Tuesday

New Currency Requires To Obsecurity Of Financial Market

A paper written ahead of the recent G20 summit by Zhou Xiaochuan, governor of the Chinese central bank, caused quite a stir. Zhou called for the establishment of a global reserve currency, a step which would firmly tip the balance of economic power in the direction of emerging economies like China and India, but would also bring benefits to poorer nations in the developing world.
The dollars role in international trade should be reduced by establishing a new currency to protect emerging markets from the confidence game of financial speculation, the United Nations
said.

Two very obvious changes have prompted this reaction: First, there is a growing recognition that
the course towards the current crisis was plotted when President Nixon severed the link between the dollar and gold in 1971. Second, the fact that, quite unlike any president before him, not only does Barack Obama believe in a more just and inclusive world, he also seems to recognise that creating such a world requires some levelling of the global economic playing field. The creation of a global reserve currency would be an essential first step in that process.

UN countries should agree on the creation of a global reserve bank to issue the currency and to
monitor the national exchange rates of its members, the Geneva-based UN Conference on Trade and Development said on Tuesday in a report.

China, India, Brazil and Russia this year called for a replacement to the dollar as the main reserve currency after the financial crisis sparked by the collapse of the US mortgage market led
to the worst global recession since World War II. China, the world's largest holder of dollar reserves, said a supranational currency such as IMF's special drawing rights, or SDRs, may add
stability.
There's a much better chance of achieving a stable pattern of exchange rates in a multilaterally-agreed framework for exchange-rate management, Heiner Flassbeck, co-author of the report and a UNCTAD director, said. An initiative equivalent to Bretton Woods or the European Monetary System is needed. The 1944 Bretton Woods agreement created the modern global economic system and World Bank and IMF.

While it would be desirable to strengthen SDRs, a unit of account based on a basket of currencies,
it wouldn't be enough to aid emerging markets most in need of liquidity, said Flassbeck, a former
German deputy finance minister who worked in 1997-1998 with then US Deputy Treasury Secretary Lawrence Summers to contain the Asian financial crisis.

Emerging-market countries are underrepresented at the IMF, hindering the effectiveness of enhanced SDR allocation. An organization should be created to manage real exchange rates between countries measured by purchasing power and adjusted to inflation differentials and development levels, UN said. The most important lesson of the global crisis is financial markets
don't get prices right, Flassbeck said.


__What needs to be done__
Find the line containing "Task: Click on the a: Book a Demo" in the records below. Copy exactly that line and each one after it, ending at the line containing "The height and width of the screenshot is (289, 582).", and nothing more.

__Data__
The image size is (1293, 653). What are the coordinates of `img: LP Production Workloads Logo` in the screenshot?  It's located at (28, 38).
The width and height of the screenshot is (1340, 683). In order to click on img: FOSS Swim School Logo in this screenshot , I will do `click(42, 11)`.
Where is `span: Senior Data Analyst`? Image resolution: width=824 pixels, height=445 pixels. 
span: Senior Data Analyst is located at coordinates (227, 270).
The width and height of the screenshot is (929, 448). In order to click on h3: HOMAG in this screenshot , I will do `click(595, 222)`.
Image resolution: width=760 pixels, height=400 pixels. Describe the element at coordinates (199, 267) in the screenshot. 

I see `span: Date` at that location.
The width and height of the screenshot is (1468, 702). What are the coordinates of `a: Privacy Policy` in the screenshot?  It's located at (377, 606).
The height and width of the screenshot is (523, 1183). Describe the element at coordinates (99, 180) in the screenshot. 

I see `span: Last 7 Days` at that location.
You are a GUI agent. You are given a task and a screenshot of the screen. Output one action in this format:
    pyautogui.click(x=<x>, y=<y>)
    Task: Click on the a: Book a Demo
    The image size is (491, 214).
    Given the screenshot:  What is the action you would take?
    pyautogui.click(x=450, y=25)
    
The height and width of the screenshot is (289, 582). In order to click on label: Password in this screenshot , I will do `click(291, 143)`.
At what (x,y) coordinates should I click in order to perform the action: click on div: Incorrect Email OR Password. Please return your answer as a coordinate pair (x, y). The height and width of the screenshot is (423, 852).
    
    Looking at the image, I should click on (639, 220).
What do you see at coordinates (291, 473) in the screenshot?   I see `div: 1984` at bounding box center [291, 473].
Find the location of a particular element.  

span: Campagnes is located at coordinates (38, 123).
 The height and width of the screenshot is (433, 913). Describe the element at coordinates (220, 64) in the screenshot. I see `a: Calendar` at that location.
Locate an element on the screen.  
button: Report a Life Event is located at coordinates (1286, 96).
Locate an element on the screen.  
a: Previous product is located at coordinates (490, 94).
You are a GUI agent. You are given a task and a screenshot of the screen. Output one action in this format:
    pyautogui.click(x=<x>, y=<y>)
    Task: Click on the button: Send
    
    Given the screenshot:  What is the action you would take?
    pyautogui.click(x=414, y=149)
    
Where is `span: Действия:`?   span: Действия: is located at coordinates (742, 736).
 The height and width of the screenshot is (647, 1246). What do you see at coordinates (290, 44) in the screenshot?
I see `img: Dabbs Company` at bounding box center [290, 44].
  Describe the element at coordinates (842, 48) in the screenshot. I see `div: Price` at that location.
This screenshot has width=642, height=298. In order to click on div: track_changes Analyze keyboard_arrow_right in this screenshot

__Exercise solution__
    Task: Click on the a: Book a Demo
    The image size is (491, 214).
    Given the screenshot:  What is the action you would take?
    pyautogui.click(x=450, y=25)
    
The height and width of the screenshot is (289, 582). In order to click on label: Password in this screenshot , I will do `click(291, 143)`.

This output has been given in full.